[Samba] what OS do you use for Samba?

Chris Smith smb23 at realcomputerguy.com
Mon Nov 27 16:13:18 GMT 2006


On Tuesday 21 November 2006 13:49, James A. Dinkel wrote:
> I like that there is a deb repo for Debian from samba.org, but
> I'm more comfortable with CentOS (Redhat).  I just want to be sure I
> have a well supported Samba server and I need at least the 3.0.20
> version so I can use the "inherit owner" property.  I also want
> automatic updates for bugfixes and security (not to concerned about new
> features though).  Any insight?

I use Gentoo Linux for the flexibility.
Which OS is probably less important than the level that you learn to work with 
it. When you are very comfortable with an OS a level of freedom exists beyond 
what the packagers may provide.
Notice that many times there's a big difference in what a distro labels 
as "stable" and what the app developers labels as "stable". A new Samba is 
released with this phrase: "This is the latest stable release of Samba. This 
is the version that production Samba servers should be running for all 
current bug-fixes." Distros that don't update key packages until the next 
release may put some functionality in jeopardy. Since Samba is, at times, 
chasing Microsoft updates (which tend to break things) it's fairly imperitive 
to remain current if it's a critical package for you; such as when it is the 
PDC for your entire network.
The most critical packages for my customers are Samba and Cups, and since the 
client systems all run Windows I find it important to keep up to date with 
these packages in order to provide them with the fewest problems and the most 
features, creating a seamless environment where everything just works and 
they're not presented with problems that call attention to the fact that 
their server is not running Windows.
Since I'm comfortable with the Gentoo packaging system I'm not tied down, in 
most cases, to the release timing from the Gentoo devs; I can create my own 
ebuild and install the latest release (plus patches when necessary) when it 
becomes available. The nice thing here is that I get both customization and 
use of the distros packaging system, as opposed to compiling and installing 
outside of the packaging system which I've found in the past to be generally 
less than desirable. As an example, due to the temporary hiatus of the 
Gentoo's Samba dev the "official" ebuild is a bit out of date, but that 
doesn't prevent me from running the latest release. Plus the ebuild is really 
available to all as it's posted on a bug report.
If I decided to change to a binary distro at this point I would most surely 
learn how to build packages for it in order to not be tied down to the 
distros package release timetable.
If you just want easy pre-built binary installs than pick a distro that 
releases your needed critical packages on a timely basis, or one in which the 
application devs release binaries for. For Samba I think Redhat/Fedora is 
probably the choice as the Samba team seems to always make those available 
close to the same time as source. Although the Debian and Ubuntu Samba 
releases are currently timely it hasn't always been that way.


Task objective - From the first line to the last, return the data exactly as written.
--
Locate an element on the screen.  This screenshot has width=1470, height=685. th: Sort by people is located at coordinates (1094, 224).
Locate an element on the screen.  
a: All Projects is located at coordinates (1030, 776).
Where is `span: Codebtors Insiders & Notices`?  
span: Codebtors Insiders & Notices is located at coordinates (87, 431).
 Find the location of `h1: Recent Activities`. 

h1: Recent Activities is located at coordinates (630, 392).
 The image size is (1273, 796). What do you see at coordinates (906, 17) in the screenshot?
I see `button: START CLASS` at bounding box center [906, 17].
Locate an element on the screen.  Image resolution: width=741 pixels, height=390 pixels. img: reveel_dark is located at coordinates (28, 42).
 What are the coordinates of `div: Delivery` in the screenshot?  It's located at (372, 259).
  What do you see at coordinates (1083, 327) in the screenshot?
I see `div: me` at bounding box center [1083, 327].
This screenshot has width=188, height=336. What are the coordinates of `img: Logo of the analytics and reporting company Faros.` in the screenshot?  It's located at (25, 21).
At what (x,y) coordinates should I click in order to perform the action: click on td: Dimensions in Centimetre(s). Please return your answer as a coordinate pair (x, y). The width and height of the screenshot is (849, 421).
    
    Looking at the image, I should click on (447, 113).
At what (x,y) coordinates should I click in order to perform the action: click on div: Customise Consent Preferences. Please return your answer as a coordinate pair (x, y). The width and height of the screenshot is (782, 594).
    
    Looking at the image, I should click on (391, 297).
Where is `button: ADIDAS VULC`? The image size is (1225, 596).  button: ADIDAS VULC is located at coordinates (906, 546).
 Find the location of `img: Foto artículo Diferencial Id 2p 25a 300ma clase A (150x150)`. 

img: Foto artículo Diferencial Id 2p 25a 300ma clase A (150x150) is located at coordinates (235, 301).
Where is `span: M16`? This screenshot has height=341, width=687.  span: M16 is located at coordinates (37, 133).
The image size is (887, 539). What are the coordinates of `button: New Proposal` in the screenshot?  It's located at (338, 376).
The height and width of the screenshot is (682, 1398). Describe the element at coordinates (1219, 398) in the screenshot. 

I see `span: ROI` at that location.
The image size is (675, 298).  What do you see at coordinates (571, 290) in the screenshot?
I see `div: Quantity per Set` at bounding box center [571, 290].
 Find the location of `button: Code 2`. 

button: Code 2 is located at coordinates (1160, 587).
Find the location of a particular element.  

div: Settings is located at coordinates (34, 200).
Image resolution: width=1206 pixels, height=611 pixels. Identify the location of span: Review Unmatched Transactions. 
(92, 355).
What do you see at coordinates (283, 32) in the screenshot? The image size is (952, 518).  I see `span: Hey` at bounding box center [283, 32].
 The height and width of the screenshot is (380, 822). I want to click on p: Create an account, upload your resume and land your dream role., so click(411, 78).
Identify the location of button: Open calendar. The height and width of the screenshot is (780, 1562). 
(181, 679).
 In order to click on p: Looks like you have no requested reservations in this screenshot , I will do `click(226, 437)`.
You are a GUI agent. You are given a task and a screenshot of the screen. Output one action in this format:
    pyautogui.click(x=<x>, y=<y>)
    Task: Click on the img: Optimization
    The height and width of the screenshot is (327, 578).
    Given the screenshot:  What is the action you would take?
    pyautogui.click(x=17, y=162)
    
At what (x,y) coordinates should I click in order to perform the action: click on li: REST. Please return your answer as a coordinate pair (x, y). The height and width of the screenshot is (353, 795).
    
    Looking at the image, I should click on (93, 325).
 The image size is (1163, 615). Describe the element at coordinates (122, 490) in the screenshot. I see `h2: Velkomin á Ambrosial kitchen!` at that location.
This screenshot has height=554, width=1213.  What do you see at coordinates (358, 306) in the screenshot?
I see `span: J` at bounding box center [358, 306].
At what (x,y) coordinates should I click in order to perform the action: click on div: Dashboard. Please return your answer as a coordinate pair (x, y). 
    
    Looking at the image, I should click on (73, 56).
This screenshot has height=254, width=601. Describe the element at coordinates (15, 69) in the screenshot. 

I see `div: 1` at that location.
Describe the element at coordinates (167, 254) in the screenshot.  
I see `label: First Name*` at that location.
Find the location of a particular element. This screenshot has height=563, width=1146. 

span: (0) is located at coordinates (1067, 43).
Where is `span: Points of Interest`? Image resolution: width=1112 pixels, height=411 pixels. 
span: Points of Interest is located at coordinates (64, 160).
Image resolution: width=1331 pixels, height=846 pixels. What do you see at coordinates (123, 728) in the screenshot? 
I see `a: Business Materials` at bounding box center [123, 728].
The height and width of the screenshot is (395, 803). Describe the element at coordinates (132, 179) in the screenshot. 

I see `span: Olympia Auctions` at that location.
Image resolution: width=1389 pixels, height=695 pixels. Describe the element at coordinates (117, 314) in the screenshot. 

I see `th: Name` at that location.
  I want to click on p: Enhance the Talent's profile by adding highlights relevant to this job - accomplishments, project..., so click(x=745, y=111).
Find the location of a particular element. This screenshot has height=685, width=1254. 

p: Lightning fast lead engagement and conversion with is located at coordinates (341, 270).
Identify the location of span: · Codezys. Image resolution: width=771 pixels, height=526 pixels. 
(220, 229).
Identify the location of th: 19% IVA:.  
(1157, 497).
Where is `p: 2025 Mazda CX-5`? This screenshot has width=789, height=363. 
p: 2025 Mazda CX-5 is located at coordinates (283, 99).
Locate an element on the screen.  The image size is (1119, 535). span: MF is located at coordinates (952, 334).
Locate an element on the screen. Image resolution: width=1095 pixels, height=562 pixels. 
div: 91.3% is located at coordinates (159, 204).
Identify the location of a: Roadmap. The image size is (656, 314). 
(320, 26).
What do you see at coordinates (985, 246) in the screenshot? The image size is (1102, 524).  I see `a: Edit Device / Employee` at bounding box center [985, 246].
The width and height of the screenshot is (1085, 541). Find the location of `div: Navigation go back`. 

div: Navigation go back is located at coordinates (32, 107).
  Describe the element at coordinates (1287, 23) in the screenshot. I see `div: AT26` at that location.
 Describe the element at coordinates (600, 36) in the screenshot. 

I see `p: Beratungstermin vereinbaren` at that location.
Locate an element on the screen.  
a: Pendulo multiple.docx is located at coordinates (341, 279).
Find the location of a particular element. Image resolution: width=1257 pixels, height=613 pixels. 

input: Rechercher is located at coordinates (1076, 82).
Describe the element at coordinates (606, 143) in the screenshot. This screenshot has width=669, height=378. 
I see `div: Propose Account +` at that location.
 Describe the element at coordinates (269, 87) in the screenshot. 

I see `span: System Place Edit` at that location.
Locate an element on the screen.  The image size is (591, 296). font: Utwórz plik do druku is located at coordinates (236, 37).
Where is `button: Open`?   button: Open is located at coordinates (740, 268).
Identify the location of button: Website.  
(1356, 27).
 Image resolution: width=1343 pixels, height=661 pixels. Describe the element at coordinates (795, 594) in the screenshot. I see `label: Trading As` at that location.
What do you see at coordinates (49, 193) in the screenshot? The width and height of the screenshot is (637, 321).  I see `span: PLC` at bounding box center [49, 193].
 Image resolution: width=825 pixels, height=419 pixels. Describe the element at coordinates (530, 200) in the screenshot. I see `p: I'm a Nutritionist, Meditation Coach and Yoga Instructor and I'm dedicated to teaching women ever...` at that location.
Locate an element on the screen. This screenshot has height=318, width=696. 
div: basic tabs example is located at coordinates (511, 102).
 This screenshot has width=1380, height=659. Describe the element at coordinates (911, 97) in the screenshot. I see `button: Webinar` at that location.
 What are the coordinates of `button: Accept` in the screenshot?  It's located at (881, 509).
--
Answer box -
Locate an element on the screen.  This screenshot has width=1470, height=685. th: Sort by people is located at coordinates (1094, 224).
Locate an element on the screen.  
a: All Projects is located at coordinates (1030, 776).
Where is `span: Codebtors Insiders & Notices`?  
span: Codebtors Insiders & Notices is located at coordinates (87, 431).
 Find the location of `h1: Recent Activities`. 

h1: Recent Activities is located at coordinates (630, 392).
 The image size is (1273, 796). What do you see at coordinates (906, 17) in the screenshot?
I see `button: START CLASS` at bounding box center [906, 17].
Locate an element on the screen.  Image resolution: width=741 pixels, height=390 pixels. img: reveel_dark is located at coordinates (28, 42).
 What are the coordinates of `div: Delivery` in the screenshot?  It's located at (372, 259).
  What do you see at coordinates (1083, 327) in the screenshot?
I see `div: me` at bounding box center [1083, 327].
This screenshot has width=188, height=336. What are the coordinates of `img: Logo of the analytics and reporting company Faros.` in the screenshot?  It's located at (25, 21).
At what (x,y) coordinates should I click in order to perform the action: click on td: Dimensions in Centimetre(s). Please return your answer as a coordinate pair (x, y). The width and height of the screenshot is (849, 421).
    
    Looking at the image, I should click on (447, 113).
At what (x,y) coordinates should I click in order to perform the action: click on div: Customise Consent Preferences. Please return your answer as a coordinate pair (x, y). The width and height of the screenshot is (782, 594).
    
    Looking at the image, I should click on (391, 297).
Where is `button: ADIDAS VULC`? The image size is (1225, 596).  button: ADIDAS VULC is located at coordinates (906, 546).
 Find the location of `img: Foto artículo Diferencial Id 2p 25a 300ma clase A (150x150)`. 

img: Foto artículo Diferencial Id 2p 25a 300ma clase A (150x150) is located at coordinates (235, 301).
Where is `span: M16`? This screenshot has height=341, width=687.  span: M16 is located at coordinates (37, 133).
The image size is (887, 539). What are the coordinates of `button: New Proposal` in the screenshot?  It's located at (338, 376).
The height and width of the screenshot is (682, 1398). Describe the element at coordinates (1219, 398) in the screenshot. 

I see `span: ROI` at that location.
The image size is (675, 298).  What do you see at coordinates (571, 290) in the screenshot?
I see `div: Quantity per Set` at bounding box center [571, 290].
 Find the location of `button: Code 2`. 

button: Code 2 is located at coordinates (1160, 587).
Find the location of a particular element.  

div: Settings is located at coordinates (34, 200).
Image resolution: width=1206 pixels, height=611 pixels. Identify the location of span: Review Unmatched Transactions. 
(92, 355).
What do you see at coordinates (283, 32) in the screenshot? The image size is (952, 518).  I see `span: Hey` at bounding box center [283, 32].
 The height and width of the screenshot is (380, 822). I want to click on p: Create an account, upload your resume and land your dream role., so click(411, 78).
Identify the location of button: Open calendar. The height and width of the screenshot is (780, 1562). 
(181, 679).
 In order to click on p: Looks like you have no requested reservations in this screenshot , I will do `click(226, 437)`.
You are a GUI agent. You are given a task and a screenshot of the screen. Output one action in this format:
    pyautogui.click(x=<x>, y=<y>)
    Task: Click on the img: Optimization
    The height and width of the screenshot is (327, 578).
    Given the screenshot:  What is the action you would take?
    pyautogui.click(x=17, y=162)
    
At what (x,y) coordinates should I click in order to perform the action: click on li: REST. Please return your answer as a coordinate pair (x, y). The height and width of the screenshot is (353, 795).
    
    Looking at the image, I should click on (93, 325).
 The image size is (1163, 615). Describe the element at coordinates (122, 490) in the screenshot. I see `h2: Velkomin á Ambrosial kitchen!` at that location.
This screenshot has height=554, width=1213.  What do you see at coordinates (358, 306) in the screenshot?
I see `span: J` at bounding box center [358, 306].
At what (x,y) coordinates should I click in order to perform the action: click on div: Dashboard. Please return your answer as a coordinate pair (x, y). 
    
    Looking at the image, I should click on (73, 56).
This screenshot has height=254, width=601. Describe the element at coordinates (15, 69) in the screenshot. 

I see `div: 1` at that location.
Describe the element at coordinates (167, 254) in the screenshot.  
I see `label: First Name*` at that location.
Find the location of a particular element. This screenshot has height=563, width=1146. 

span: (0) is located at coordinates (1067, 43).
Where is `span: Points of Interest`? Image resolution: width=1112 pixels, height=411 pixels. 
span: Points of Interest is located at coordinates (64, 160).
Image resolution: width=1331 pixels, height=846 pixels. What do you see at coordinates (123, 728) in the screenshot? 
I see `a: Business Materials` at bounding box center [123, 728].
The height and width of the screenshot is (395, 803). Describe the element at coordinates (132, 179) in the screenshot. 

I see `span: Olympia Auctions` at that location.
Image resolution: width=1389 pixels, height=695 pixels. Describe the element at coordinates (117, 314) in the screenshot. 

I see `th: Name` at that location.
  I want to click on p: Enhance the Talent's profile by adding highlights relevant to this job - accomplishments, project..., so click(x=745, y=111).
Find the location of a particular element. This screenshot has height=685, width=1254. 

p: Lightning fast lead engagement and conversion with is located at coordinates (341, 270).
Identify the location of span: · Codezys. Image resolution: width=771 pixels, height=526 pixels. 
(220, 229).
Identify the location of th: 19% IVA:.  
(1157, 497).
Where is `p: 2025 Mazda CX-5`? This screenshot has width=789, height=363. 
p: 2025 Mazda CX-5 is located at coordinates (283, 99).
Locate an element on the screen.  The image size is (1119, 535). span: MF is located at coordinates (952, 334).
Locate an element on the screen. Image resolution: width=1095 pixels, height=562 pixels. 
div: 91.3% is located at coordinates (159, 204).
Identify the location of a: Roadmap. The image size is (656, 314). 
(320, 26).
What do you see at coordinates (985, 246) in the screenshot? The image size is (1102, 524).  I see `a: Edit Device / Employee` at bounding box center [985, 246].
The width and height of the screenshot is (1085, 541). Find the location of `div: Navigation go back`. 

div: Navigation go back is located at coordinates (32, 107).
  Describe the element at coordinates (1287, 23) in the screenshot. I see `div: AT26` at that location.
 Describe the element at coordinates (600, 36) in the screenshot. 

I see `p: Beratungstermin vereinbaren` at that location.
Locate an element on the screen.  
a: Pendulo multiple.docx is located at coordinates (341, 279).
Find the location of a particular element. Image resolution: width=1257 pixels, height=613 pixels. 

input: Rechercher is located at coordinates (1076, 82).
Describe the element at coordinates (606, 143) in the screenshot. This screenshot has width=669, height=378. 
I see `div: Propose Account +` at that location.
 Describe the element at coordinates (269, 87) in the screenshot. 

I see `span: System Place Edit` at that location.
Locate an element on the screen.  The image size is (591, 296). font: Utwórz plik do druku is located at coordinates (236, 37).
Where is `button: Open`?   button: Open is located at coordinates (740, 268).
Identify the location of button: Website.  
(1356, 27).
 Image resolution: width=1343 pixels, height=661 pixels. Describe the element at coordinates (795, 594) in the screenshot. I see `label: Trading As` at that location.
What do you see at coordinates (49, 193) in the screenshot? The width and height of the screenshot is (637, 321).  I see `span: PLC` at bounding box center [49, 193].
 Image resolution: width=825 pixels, height=419 pixels. Describe the element at coordinates (530, 200) in the screenshot. I see `p: I'm a Nutritionist, Meditation Coach and Yoga Instructor and I'm dedicated to teaching women ever...` at that location.
Locate an element on the screen. This screenshot has height=318, width=696. 
div: basic tabs example is located at coordinates (511, 102).
 This screenshot has width=1380, height=659. Describe the element at coordinates (911, 97) in the screenshot. I see `button: Webinar` at that location.
 What are the coordinates of `button: Accept` in the screenshot?  It's located at (881, 509).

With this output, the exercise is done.